Assereto Gioacchino
(b Genoa, 1600; d Genoa, 28 June 1649).
Italian painter. At the age of 12 he studied with Luciano Borzone
and c. 1614 entered the Genoese studio of Andrea Ansaldo. Among a
number of lost early paintings was a large Temptation of St Anthony
done at the age of 16 (Soprani, p. 273). Several complex
compositions with small figures, including the Apotheosis of St
Thomas Aquinas (Lille, Mus. B.-A.), the Last Supper (Genoa, Mus.
Accad. Ligustica B.A.), the Stoning of St Stephen (Lucca, Mus. &
Pin. N.) and the Crowning of the Virgin (Taggia, Dominican Convent),
perhaps date from 1616–26. These are close in style to works such as
Bernardo Strozzi’s bozzetto (c. 1620; Genoa, Mus. Accad. Ligustica
B.A.) for an altarpiece of Paradise (destr.) and to other
contemporary works by Ansaldo, Giulio Benso and Giovanni Andrea de’
Ferrari, which also derive their figure style from Mannerism.
Assereto’s earliest dated painting, SS John the Baptist, Bernard,
Catherine, Lucy and George (1626; Recco, S Giovanni Battista), is
distinguished by its silvery colour and dramatic contrasts of light
and dark, and by the powerful realism and vitality of the individual
saints. Here he absorbed Borzone’s sfumato technique and skill as a
portrait painter, while the crisp contours of the drapery suggest
Ansaldo. Assereto’s work from c. 1626–36 sparkles with rich colour
and detail, as in the strikingly naturalistic and intense Ecstasy of
St Francis (163(?6); Genoa, Cassa di Risparmio, see Pesenti, fig.
354). The work of the Lombard Mannerist painters Cerano, Morazzone
and Giulio Cesare Procaccini that had influenced Strozzi and Ansaldo
before 1620 also had an effect on Assereto’s early work. This is
apparent in the elongated figures and high-keyed colours of his two
octagonal vault frescoes, David and Abimelech and SS John and Peter
Healing the Lame Man, in SS Annunziata del Vastato, Genoa. The
frescoes were dated after 1639 by Soprani, but a date of c. 1630
seems stylistically more convincing. Sharp-edged draperies,
meticulous ornamental detail and jewel-like colours ranging from
lime to pink and orange characterize Assereto’s vivid narrative
painting Alexander and Diogenes (c. 1630; Berlin, Gemäldegal.) and
his altarpiece SS Cosmas and Damian Curing the Sick (Genoa, SS Cosma
e Damiano), in which some of the figures resemble those by Orazio
de’ Ferrari, who may have worked with Assereto in Ansaldo’s studio.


What the task requires: Wherever the word "resolution" appears in the entries, copy the whole line.

Extracted information:
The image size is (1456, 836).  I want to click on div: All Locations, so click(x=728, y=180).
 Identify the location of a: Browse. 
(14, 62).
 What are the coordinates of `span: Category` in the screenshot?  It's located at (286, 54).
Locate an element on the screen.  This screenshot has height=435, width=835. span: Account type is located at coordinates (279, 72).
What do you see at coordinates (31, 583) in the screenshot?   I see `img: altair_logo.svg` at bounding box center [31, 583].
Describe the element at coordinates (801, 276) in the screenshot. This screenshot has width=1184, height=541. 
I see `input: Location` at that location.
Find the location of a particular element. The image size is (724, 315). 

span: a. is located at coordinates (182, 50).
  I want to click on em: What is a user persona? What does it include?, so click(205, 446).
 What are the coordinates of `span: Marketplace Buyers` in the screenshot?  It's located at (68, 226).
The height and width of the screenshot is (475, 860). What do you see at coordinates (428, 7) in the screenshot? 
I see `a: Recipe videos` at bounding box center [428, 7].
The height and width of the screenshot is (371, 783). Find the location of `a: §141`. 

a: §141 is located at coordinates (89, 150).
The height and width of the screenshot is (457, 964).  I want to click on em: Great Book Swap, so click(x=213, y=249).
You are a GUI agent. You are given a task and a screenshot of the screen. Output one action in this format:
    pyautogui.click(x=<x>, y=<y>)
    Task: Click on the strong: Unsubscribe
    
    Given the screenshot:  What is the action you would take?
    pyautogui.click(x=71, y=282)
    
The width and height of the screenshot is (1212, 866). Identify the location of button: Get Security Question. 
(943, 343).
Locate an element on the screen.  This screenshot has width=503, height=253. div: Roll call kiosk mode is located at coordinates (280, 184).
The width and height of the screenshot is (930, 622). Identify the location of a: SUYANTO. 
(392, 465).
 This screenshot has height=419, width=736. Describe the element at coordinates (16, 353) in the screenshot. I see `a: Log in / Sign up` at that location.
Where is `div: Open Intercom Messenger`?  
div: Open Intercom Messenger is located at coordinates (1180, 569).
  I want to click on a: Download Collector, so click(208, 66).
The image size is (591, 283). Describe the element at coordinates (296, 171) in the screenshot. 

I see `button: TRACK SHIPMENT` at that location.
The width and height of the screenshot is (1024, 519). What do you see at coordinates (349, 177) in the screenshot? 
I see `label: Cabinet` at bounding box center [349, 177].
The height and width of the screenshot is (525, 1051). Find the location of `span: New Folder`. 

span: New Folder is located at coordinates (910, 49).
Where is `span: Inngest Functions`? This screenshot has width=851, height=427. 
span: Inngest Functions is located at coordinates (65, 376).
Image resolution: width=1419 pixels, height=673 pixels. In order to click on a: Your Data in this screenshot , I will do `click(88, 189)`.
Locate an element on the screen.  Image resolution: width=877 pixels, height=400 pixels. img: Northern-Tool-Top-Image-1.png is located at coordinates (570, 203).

Answer area:
Image resolution: width=1419 pixels, height=673 pixels. In order to click on a: Your Data in this screenshot , I will do `click(88, 189)`.
Locate an element on the screen.  Image resolution: width=877 pixels, height=400 pixels. img: Northern-Tool-Top-Image-1.png is located at coordinates (570, 203).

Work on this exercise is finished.